- Chapter 04
- To understand what language is, it is useful to look at how it differs from nonverbal communication, as well as its unique characteristics.
- Verbal and nonverbal codes differ from one another
- Nonverbal codes are generally analogic.
- Signs are part of the concept they signify
- Example: the lines in a realistic drawing that trace the natural shape and form of an object.
- Nonverbal emblems are an exception; their meaning arbitrary and conventionalized rather than natural.
- Verbal codes are generally digital.
- Signs are arbitrary and conventional symbols.
- Example: words, numbers, Braille.
- The verbal code has several characteristics that make it unique.
- Verbal codes consist of discrete, separable units.
- Language encourages the creation of new realities.
- Language allows abstract and logical thinking.
- 4 Verbal codes can be used self-reflexively.
- Language functions in many ways.
- It can conquer the silent and the unknown.
- It allows us to express and control emotion.
- It can reveal or camouflage thoughts and motives.
- It permits us to make and avoid contact.
- It allows the assertion of individual and social identity.
- It can be used to give or seek information.
- It allows us to control the world, at the same time that it controls us.
- It can be used to monitor and comment on the process of communication.
- Language can be analyzed on a number of levels.
- At the semantic level, we can analyze how meaning is conveyed through words.
- One kind of meaning, denotative meaning, is public and conventional
- Another kind of meaning, connotation, is private and emotionally charged.
- To be competent senders and receivers of messages we must be sensitive to both kinds of meaning.
- At the syntactic level, we can analyze how words are ordered and combined to create well-formed utterances.
- The rules of grammar tell language users how to combine words.
- We often judge people negatively if their grammar is different from ours; in truth, all language communities work out grammars some of which may violate the rules of others.
- At the pragmatic level, we can analyze the rules that govern the appropriate social use of language.
- Knowing when and how to use language is an important part of language learning.
- Language competence involves knowing pragmatic rules.
- A theory called the coordinated management of meaning (CMM) investigates the process by which we make pragmatic choices.
- Whenever we communicate, we perform speech acts.
- Speech acts are the actions we accomplish by talking.
- To understand content, we must recognize the speech act it is meant to accomplish.
- We use pragmatic rules as we process and produce speech acts.
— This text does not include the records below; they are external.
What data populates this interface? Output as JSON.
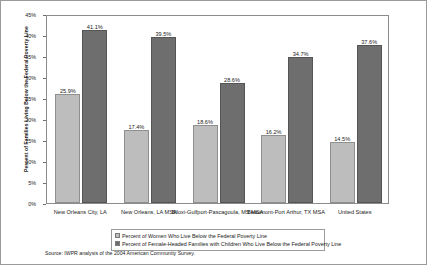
{
  "chart_data": {
    "type": "bar",
    "title": "",
    "xlabel": "",
    "ylabel": "Percent of Families Living Below the Federal Poverty Line",
    "ylim": [
      0,
      45
    ],
    "ytick_labels": [
      "0%",
      "5%",
      "10%",
      "15%",
      "20%",
      "25%",
      "30%",
      "35%",
      "40%",
      "45%"
    ],
    "ytick_values": [
      0,
      5,
      10,
      15,
      20,
      25,
      30,
      35,
      40,
      45
    ],
    "grid": false,
    "legend_position": "bottom",
    "categories": [
      "New Orleans City, LA",
      "New Orleans, LA MSA",
      "Biloxi-Gulfport-Pascagoula, MS MSA",
      "Beaumont-Port Arthur, TX MSA",
      "United States"
    ],
    "series": [
      {
        "name": "Percent of Women Who Live Below the Federal Poverty Line",
        "color": "#bdbdbd",
        "values": [
          25.9,
          17.4,
          18.6,
          16.2,
          14.5
        ],
        "labels": [
          "25.9%",
          "17.4%",
          "18.6%",
          "16.2%",
          "14.5%"
        ]
      },
      {
        "name": "Percent of Female-Headed Families with Children Who Live Below the Federal Poverty Line",
        "color": "#6e6e6e",
        "values": [
          41.1,
          39.5,
          28.6,
          34.7,
          37.6
        ],
        "labels": [
          "41.1%",
          "39.5%",
          "28.6%",
          "34.7%",
          "37.6%"
        ]
      }
    ],
    "source_note": "Source: IWPR analysis of the 2004 American Community Survey."
  }
}
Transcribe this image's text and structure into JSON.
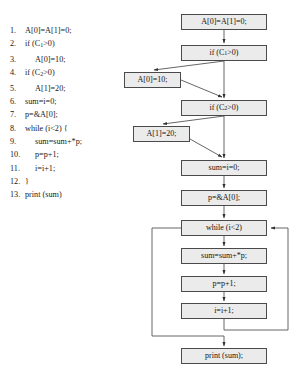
{
  "code_listing": {
    "name": "source-code-listing",
    "lines": [
      {
        "num": "1.",
        "indent": 0,
        "text": "A[0]=A[1]=0;"
      },
      {
        "num": "2.",
        "indent": 0,
        "text": "if (C",
        "sub": "1",
        "text_after": ">0)"
      },
      {
        "num": "3.",
        "indent": 1,
        "text": "A[0]=10;"
      },
      {
        "num": "4.",
        "indent": 0,
        "text": "if (C",
        "sub": "2",
        "text_after": ">0)"
      },
      {
        "num": "5.",
        "indent": 1,
        "text": "A[1]=20;"
      },
      {
        "num": "6.",
        "indent": 0,
        "text": "sum=i=0;"
      },
      {
        "num": "7.",
        "indent": 0,
        "text": "p=&A[0];"
      },
      {
        "num": "8.",
        "indent": 0,
        "text": "while (i<2) {"
      },
      {
        "num": "9.",
        "indent": 1,
        "text": "sum=sum+*p;"
      },
      {
        "num": "10.",
        "indent": 1,
        "text": "p=p+1;"
      },
      {
        "num": "11.",
        "indent": 1,
        "text": "i=i+1;"
      },
      {
        "num": "12.",
        "indent": 0,
        "text": "}"
      },
      {
        "num": "13.",
        "indent": 0,
        "text": "print (sum)"
      }
    ]
  },
  "flow_graph": {
    "name": "control-flow-graph",
    "nodes": [
      {
        "id": "init",
        "label": "A[0]=A[1]=0;",
        "x": 181,
        "y": 14,
        "w": 86,
        "h": 16
      },
      {
        "id": "if_c1",
        "label": "if (C",
        "sub": "1",
        "label_after": ">0)",
        "x": 181,
        "y": 45,
        "w": 86,
        "h": 16
      },
      {
        "id": "a0_10",
        "label": "A[0]=10;",
        "x": 124,
        "y": 72,
        "w": 57,
        "h": 16
      },
      {
        "id": "if_c2",
        "label": "if (C",
        "sub": "2",
        "label_after": ">0)",
        "x": 181,
        "y": 100,
        "w": 86,
        "h": 16
      },
      {
        "id": "a1_20",
        "label": "A[1]=20;",
        "x": 133,
        "y": 126,
        "w": 57,
        "h": 16
      },
      {
        "id": "sum_i_0",
        "label": "sum=i=0;",
        "x": 181,
        "y": 160,
        "w": 86,
        "h": 16
      },
      {
        "id": "p_addr",
        "label": "p=&A[0];",
        "x": 181,
        "y": 190,
        "w": 86,
        "h": 16
      },
      {
        "id": "while_i2",
        "label": "while (i<2)",
        "x": 181,
        "y": 220,
        "w": 86,
        "h": 16
      },
      {
        "id": "sum_add",
        "label": "sum=sum+*p;",
        "x": 181,
        "y": 248,
        "w": 86,
        "h": 16
      },
      {
        "id": "p_inc",
        "label": "p=p+1;",
        "x": 181,
        "y": 276,
        "w": 86,
        "h": 16
      },
      {
        "id": "i_inc",
        "label": "i=i+1;",
        "x": 181,
        "y": 303,
        "w": 86,
        "h": 16
      },
      {
        "id": "print",
        "label": "print (sum);",
        "x": 181,
        "y": 348,
        "w": 86,
        "h": 16
      }
    ],
    "edges": [
      {
        "from": "init",
        "to": "if_c1",
        "kind": "straight-down"
      },
      {
        "from": "if_c1",
        "to": "a0_10",
        "kind": "branch-left"
      },
      {
        "from": "if_c1",
        "to": "if_c2",
        "kind": "straight-down"
      },
      {
        "from": "a0_10",
        "to": "if_c2",
        "kind": "merge-right"
      },
      {
        "from": "if_c2",
        "to": "a1_20",
        "kind": "branch-left"
      },
      {
        "from": "if_c2",
        "to": "sum_i_0",
        "kind": "straight-down"
      },
      {
        "from": "a1_20",
        "to": "sum_i_0",
        "kind": "merge-right"
      },
      {
        "from": "sum_i_0",
        "to": "p_addr",
        "kind": "straight-down"
      },
      {
        "from": "p_addr",
        "to": "while_i2",
        "kind": "straight-down"
      },
      {
        "from": "while_i2",
        "to": "sum_add",
        "kind": "straight-down"
      },
      {
        "from": "sum_add",
        "to": "p_inc",
        "kind": "straight-down"
      },
      {
        "from": "p_inc",
        "to": "i_inc",
        "kind": "straight-down"
      },
      {
        "from": "i_inc",
        "to": "while_i2",
        "kind": "loop-back-right"
      },
      {
        "from": "while_i2",
        "to": "print",
        "kind": "exit-left"
      }
    ]
  }
}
- Constitutive rules allow us to translate speech acts into content, and content in to speech acts.
- Regulative rules tell us what speech acts are appropriate or inappropriate.
- The pragmatic rules we follow are sensitive to context. Meanings differ depending on the episode, relationship, life script, and cultures of communicators.
- Episode refers to the situation in which an interaction occurs; example: hanging out or answering questions in class.
- Relationships refers to the way communicators define their connection; example: friends, colleagues, enemies.
- Life script refers to the self-image of the participants; example: a person may see him or herself as conservative and refined or as an unconventional iconoclast.
- Cultural pattern refers to the social/cultural norms that govern interaction: example, middle-class American culture, teen culture.
- There is a power dimension to language.
- According to the Sapir Whorf hypothesis, language controls perception and thought.
- Linguistic determinism is the idea that we see and experience the world through language.
- Linguistic relativity is a corollary that argues that people who speak different languages think differently.
- By assigning words to concepts, we can make them significant; by not naming them, we can cause them to be ignored.
- Language usage can indicate group membership and create social identity.
- According to Basil Bernstein, social class is reflected in code usage.
- Elaborated code users, who are middle class, use a more complex form of syntax and see the primary purpose of language as that of conveying information.
- Restricted code users, who are lower class, use a more rigid grammar and rely on context rather than words to convey meaning.
- Gender differences in language use have been identified.
- Men and women have been found to differ in the values they place on talk, the way they manage conversations, their vocabularies, and their sentence construction.
- Men and women also differ use of tag endings, qualifiers, and disclaimers is associated with the female register.
- These differences, while real, are quite slight and are affected by context.
- Gender differences should be interpreted carefully.
- It has been argued that whoever controls language controls thought.
- Critical theorists point out that:
- Words contain implicit points of view.
- The experiences of people defined as outsiders may be ignored and devalued, while the experiences of dominant groups may be valorized.
- Muted group theorists argue that subordinate groups may be silenced when their ways of speaking are not acknowledged.
- It is important to avoid language that degrades or subtly devalues others.
- Initiating and regulating conversation is an important communication skill.
- To initiate conversations, it is necessary to find a suitable topic.
- Experts in the art of conversation suggest looking to the situation or to the other person.
- Asking interesting open-ended questions is a good way to start a conversation.
- To keep the conversation going, participants should offer each other free information.
- Good conversational closings do three things.
- They let the other know the conversation is nearing an end.
- They signal supportiveness.
- They summarize the main topics of the interaction.